It’s Time To Bust Up the Big Banks

Americans have a healthy respect for free market competition and are resistant to government interference — even when they don’t like what the market is up to. For example, 69 percent of Americans believe that large corporate executives are overpaid, but only 17 percent want the government to regulate their pay.

In that context, it’s remarkable that 50 percent of voters nationwide favor a plan to break up our nation’s megabanks. Just 23 percent are opposed.

There are more than 5,000 banks in the United States today, but 12 of them control 69 percent of the banking industry’s total assets.

Most Americans want these megabanks treated like any other. If a large bank reaches the point where it can no longer meet its obligations, just 25 percent support a bailout to keep it in business. But federal policy is just the opposite. The view from Washington, D.C., and Wall Street is that these firms must be propped up at all costs because their collapse would hurt the overall economy.

This provides what Richard W. Fisher, president of the Federal Reserve Bank of Dallas, calls “perverse market incentives.” It lets big banks engage in risky behavior knowing they can’t lose because the federal government will have taxpayers pick up the tab.

Voters understand this. Two out of three recognize that most of the bailout money went to those who created the problem in the first place. That’s one reason why 75 percent expressed anger at the bailed-out banks in 2011; 49 percent were “very angry.” Those numbers put the banks at the same level as Congress in the court of public opinion.

That public anger led to passage in 2010 of the Dodd-Frank Act, a law that scored political points but didn’t address the biggest problem. The limits of that law as far as the largest banks are concerned were highlighted in a recent Senate report showing the misbehavior of JP Morgan Chase while racking up record trading losses last year.

It’s hard to put much faith in regulatory answers given the revolving door between big banks and big government. For example, current Treasury Secretary Jack Lew received a $944,000 bonus for his work at Citigroup right after leaving the bank to join the Obama administration. Citigroup had the money because of a taxpayer bailout. His predecessors from both parties have similar ties.

Fisher acknowledges the good intentions of the Dodd-Frank law, but argues that it is “working against the core problem it seeks to address.” That problem is that no bank should ever be in a position where it could be deemed too big to fail. The only solution is to break up the megabanks.

The way to do that is to end the government subsidies the banks receive that guarantee their survival. Currently, even the worst run big bank can access money on better terms than better run smaller banks. Why? Because of the government guarantee. Take it away, and the big banks would be forced to compete on the same terms as other banks.

Bloomberg News estimates that the 10 biggest banks receive subsidies of $83 billion. Fisher and others agree that the size of the subsidies is roughly the same as the total profit reported by these banks.

Not surprisingly, in a nation where people hate crony capitalism, just 7 percent think these subsidies should continue. Seventy-six percent want them to end.

End the subsidies. Break up the banks.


- PROBLEM REQUIREMENTS: Lines with "Cell": copy each one from the listing below.

=== DATASET RECORDS ===

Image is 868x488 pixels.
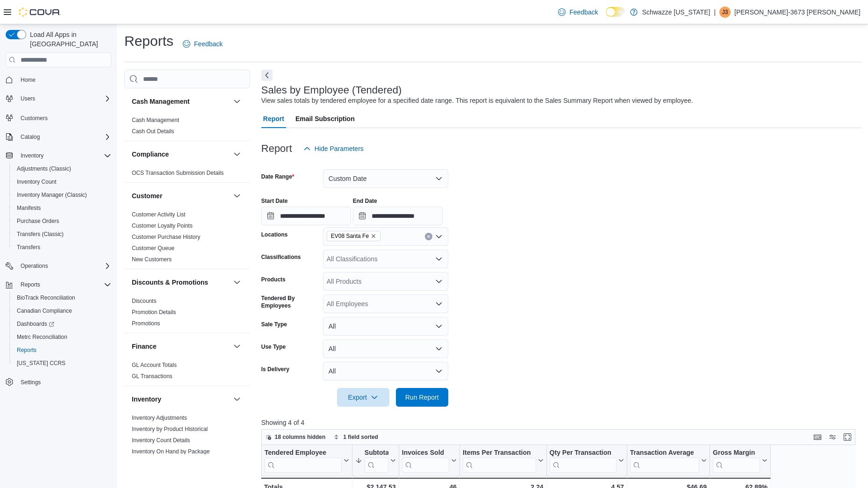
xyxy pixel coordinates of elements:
span: Manifests [17,204,40,212]
a: Adjustments (Classic) [13,163,75,175]
span: OCS Transaction Submission Details [132,169,224,177]
button: Inventory Count [10,175,115,188]
a: New Customers [132,256,171,263]
button: Clear input [425,232,432,240]
button: Manifests [10,202,115,214]
span: Catalog [17,132,111,143]
label: Locations [261,231,288,238]
a: Customer Loyalty Points [132,222,193,229]
button: Custom Date [323,169,448,188]
button: Discounts & Promotions [132,278,229,287]
a: GL Account Totals [132,362,177,368]
span: Inventory [21,152,44,159]
div: John-3673 Montoya [720,6,731,17]
label: Use Type [261,343,286,351]
span: Operations [17,260,111,271]
a: Dashboards [10,317,115,331]
span: Settings [21,378,40,386]
div: Invoices Sold [402,449,449,473]
div: Qty Per Transaction [549,449,616,458]
span: Feedback [570,7,598,17]
div: Transaction Average [630,449,699,473]
span: Email Subscription [295,110,355,128]
span: Home [21,76,36,83]
div: Tendered Employee [264,449,342,473]
a: Feedback [555,3,601,21]
span: Purchase Orders [17,217,60,225]
a: Customer Activity List [132,211,186,218]
button: Metrc Reconciliation [10,331,115,344]
span: Hide Parameters [314,144,363,153]
a: Customer Purchase History [132,234,201,240]
a: Reports [13,344,40,355]
div: Gross Margin [712,449,760,458]
button: Display options [827,432,838,443]
span: [US_STATE] CCRS [17,359,65,367]
span: Transfers (Classic) [13,229,111,240]
p: | [714,6,716,17]
button: Transfers [10,240,115,254]
a: OCS Transaction Submission Details [132,170,224,176]
span: Operations [21,263,48,270]
button: Inventory [17,150,48,161]
h3: Discounts & Promotions [132,278,208,287]
button: [US_STATE] CCRS [10,357,115,370]
a: Purchase Orders [13,216,63,227]
span: GL Transactions [132,373,172,380]
button: Compliance [232,148,243,159]
button: Finance [232,340,243,352]
button: Reports [2,279,115,291]
a: Promotions [132,321,160,327]
button: Subtotal [355,449,396,473]
button: Customer [132,191,229,201]
label: Date Range [261,173,294,180]
span: Transfers [17,244,40,251]
span: Run Report [405,393,439,402]
label: End Date [353,198,377,205]
button: Open list of options [435,256,443,263]
span: Inventory Manager (Classic) [17,191,87,198]
button: Inventory [232,394,243,405]
button: Catalog [2,130,115,144]
span: Purchase Orders [13,216,111,227]
a: Inventory by Product Historical [132,426,208,432]
a: Inventory On Hand by Package [132,448,210,455]
button: Finance [132,342,229,351]
button: Discounts & Promotions [232,277,243,288]
div: Subtotal [365,449,389,473]
p: Schwazze [US_STATE] [642,6,710,17]
span: Settings [17,376,111,388]
button: Hide Parameters [300,140,367,158]
nav: Complex example [6,69,111,413]
div: Cash Management [125,114,250,140]
button: Inventory [132,394,229,404]
span: Customers [21,114,48,122]
button: Canadian Compliance [10,305,115,317]
button: Users [2,92,115,106]
h3: Inventory [132,394,161,404]
div: Tendered Employee [264,449,342,458]
a: Feedback [179,35,226,53]
a: Metrc Reconciliation [13,332,71,343]
button: All [323,362,448,381]
a: GL Transactions [132,373,172,379]
span: Manifests [13,202,111,213]
button: Open list of options [435,278,443,285]
button: Compliance [132,150,229,159]
a: Dashboards [13,318,58,329]
label: Classifications [261,253,301,261]
span: Reports [17,347,36,354]
button: Adjustments (Classic) [10,162,115,175]
h3: Sales by Employee (Tendered) [261,85,402,96]
span: Inventory On Hand by Package [132,448,210,455]
span: Inventory Count [17,178,56,186]
label: Sale Type [261,321,287,329]
button: Reports [17,279,44,290]
span: Cash Out Details [132,128,175,135]
a: Cash Management [132,117,179,124]
input: Press the down key to open a popover containing a calendar. [353,206,443,225]
span: Discounts [132,298,156,305]
button: Purchase Orders [10,214,115,228]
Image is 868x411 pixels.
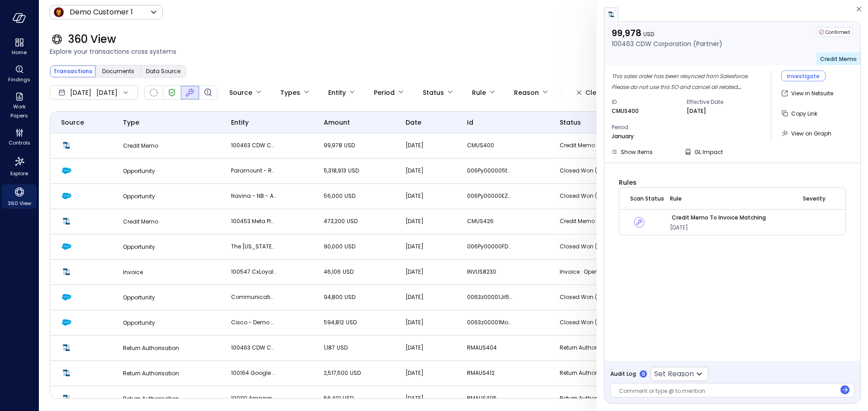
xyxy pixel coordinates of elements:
[467,166,512,175] p: 006Py000005tbGzIAI
[350,369,361,377] span: USD
[630,194,664,203] span: Scan Status
[619,178,846,187] span: Rules
[778,86,837,101] button: View in Netsuite
[8,138,30,147] span: Controls
[514,85,539,100] div: Reason
[123,370,179,377] span: Return Authorisation
[612,123,679,132] span: Period
[559,318,605,327] p: Closed Won (Booked)
[345,293,355,300] span: USD
[53,6,64,17] img: Icon
[559,191,605,200] p: Closed Won (Booked)
[231,166,276,175] p: Paramount - REN+EXP - AD | DF | SN | PS | CO
[791,89,833,98] p: View in Netsuite
[323,118,350,127] span: amount
[8,198,31,207] span: 360 View
[123,243,155,251] span: Opportunity
[149,89,158,97] div: Not Scanned
[406,368,445,377] p: [DATE]
[50,47,857,56] span: Explore your transactions cross systems
[630,216,648,227] div: Fixed
[68,32,116,47] span: 360 View
[671,213,766,222] p: Credit Memo to Invoice Matching
[816,27,853,37] div: Confirmed
[231,318,276,327] p: Cisco - demo Adv for Government
[559,394,605,403] p: Return Authorisation : Refunded
[687,98,754,107] span: Effective Date
[820,55,856,63] span: Credit Memo
[123,319,155,326] span: Opportunity
[231,268,276,277] p: 100547 cxLoyalty
[467,368,512,377] p: RMAUS412
[620,148,653,156] span: Show Items
[559,293,605,302] p: Closed Won (Booked)
[2,90,37,121] div: Work Papers
[231,191,276,200] p: Navina - NB - AD | SN
[323,318,369,327] p: 594,812
[345,192,355,200] span: USD
[61,393,72,404] img: Netsuite
[612,27,722,39] p: 99,978
[323,191,369,200] p: 56,000
[61,342,72,353] img: Netsuite
[467,293,512,302] p: 0063z00001Jil5WAAR
[559,268,605,277] p: Invoice : Open
[406,343,445,352] p: [DATE]
[2,154,37,179] div: Explore
[612,70,763,92] div: This sales order has been resynced from Salesforce. Please do not use this SO and cancel all rela...
[406,318,445,327] p: [DATE]
[694,148,722,156] span: GL Impact
[8,75,30,84] span: Findings
[791,110,817,118] span: Copy Link
[231,394,276,403] p: 100110 Amazon Web Services (Partner)
[406,118,421,127] span: date
[612,98,679,107] span: ID
[680,146,726,157] button: GL Impact
[559,368,605,377] p: Return Authorisation : Refunded
[467,343,512,352] p: RMAUS404
[2,184,37,209] div: 360 View
[610,370,636,379] span: Audit Log
[406,191,445,200] p: [DATE]
[231,242,276,251] p: The [US_STATE] Times - EXP - DA-BR
[229,85,252,100] div: Source
[231,343,276,352] p: 100463 CDW Corporation (Partner)
[123,142,158,149] span: Credit Memo
[202,87,213,98] div: Finding
[102,67,135,76] span: Documents
[146,67,180,76] span: Data Source
[778,106,821,121] button: Copy Link
[467,118,473,127] span: id
[231,368,276,377] p: 100164 Google Cloud Platform (Partner)
[612,107,638,116] p: CMUS400
[803,194,825,203] span: severity
[231,216,276,226] p: 100453 Meta Platforms, Inc.
[343,268,353,275] span: USD
[654,368,694,379] p: Set Reason
[559,343,605,352] p: Return Authorisation : Refunded
[467,191,512,200] p: 006Py00000EZaq9IAD
[670,212,781,223] a: Credit Memo to Invoice Matching
[345,242,355,250] span: USD
[323,343,369,352] p: 1,187
[585,87,614,98] div: Clear (1)
[642,371,645,377] p: 0
[467,394,512,403] p: RMAUS405
[61,118,84,127] span: Source
[559,242,605,251] p: Closed Won (Booked)
[406,141,445,150] p: [DATE]
[61,266,72,277] img: Netsuite
[348,167,359,174] span: USD
[323,166,369,175] p: 5,318,913
[184,87,195,98] div: Fixed
[5,102,33,120] span: Work Papers
[323,368,369,377] p: 2,517,500
[2,36,37,58] div: Home
[607,146,656,157] button: Show Items
[61,291,72,302] img: Salesforce
[166,87,177,98] div: Verified
[346,319,356,326] span: USD
[687,107,706,116] p: [DATE]
[231,293,276,302] p: Communications Data Group Inc - REN+EXP - AD
[670,194,682,203] span: rule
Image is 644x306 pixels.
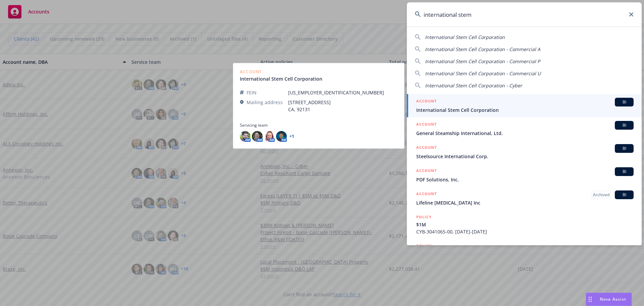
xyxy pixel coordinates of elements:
a: ACCOUNTBIPDF Solutions, Inc. [407,164,642,186]
div: Drag to move [586,293,594,306]
a: POLICY$1MCYB-3041065-00, [DATE]-[DATE] [407,210,642,239]
span: BI [618,122,631,128]
h5: ACCOUNT [417,98,437,106]
h5: ACCOUNT [417,167,437,175]
span: International Stem Cell Corporation - Commercial U [425,70,541,76]
span: Lifeline [MEDICAL_DATA] Inc [417,199,634,206]
span: BI [618,192,631,198]
span: International Stem Cell Corporation [417,107,634,113]
a: POLICY [407,239,642,268]
span: PDF Solutions, Inc. [417,176,634,183]
span: International Stem Cell Corporation - Commercial A [425,46,540,53]
h5: ACCOUNT [417,121,437,129]
span: International Stem Cell Corporation - Commercial P [425,58,540,65]
h5: POLICY [417,214,432,220]
span: General Steamship International, Ltd. [417,130,634,137]
span: Steelsource International Corp. [417,153,634,160]
a: ACCOUNTBIGeneral Steamship International, Ltd. [407,117,642,141]
span: Archived [593,192,610,198]
span: Nova Assist [600,296,626,302]
span: BI [618,99,631,105]
a: ACCOUNTBIInternational Stem Cell Corporation [407,94,642,117]
span: International Stem Cell Corporation [425,34,505,40]
h5: ACCOUNT [417,190,437,198]
span: BI [618,169,631,175]
h5: POLICY [417,242,432,249]
span: International Stem Cell Corporation - Cyber [425,82,522,88]
span: BI [618,145,631,152]
span: $1M [417,221,634,228]
a: ACCOUNTBISteelsource International Corp. [407,141,642,164]
h5: ACCOUNT [417,144,437,152]
button: Nova Assist [586,293,632,306]
input: Search... [407,2,642,26]
span: CYB-3041065-00, [DATE]-[DATE] [417,228,634,235]
a: ACCOUNTArchivedBILifeline [MEDICAL_DATA] Inc [407,186,642,210]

===

- TASK OUTPUT:
span: International Stem Cell Corporation - Commercial U [425,70,541,76]
span: International Stem Cell Corporation [417,107,634,113]
span: International Stem Cell Corporation - Commercial A [425,46,540,53]
span: International Stem Cell Corporation - Commercial P [425,58,540,65]
a: ACCOUNTBIInternational Stem Cell Corporation [407,94,642,117]
span: International Stem Cell Corporation [425,34,505,40]
span: International Stem Cell Corporation - Cyber [425,82,522,88]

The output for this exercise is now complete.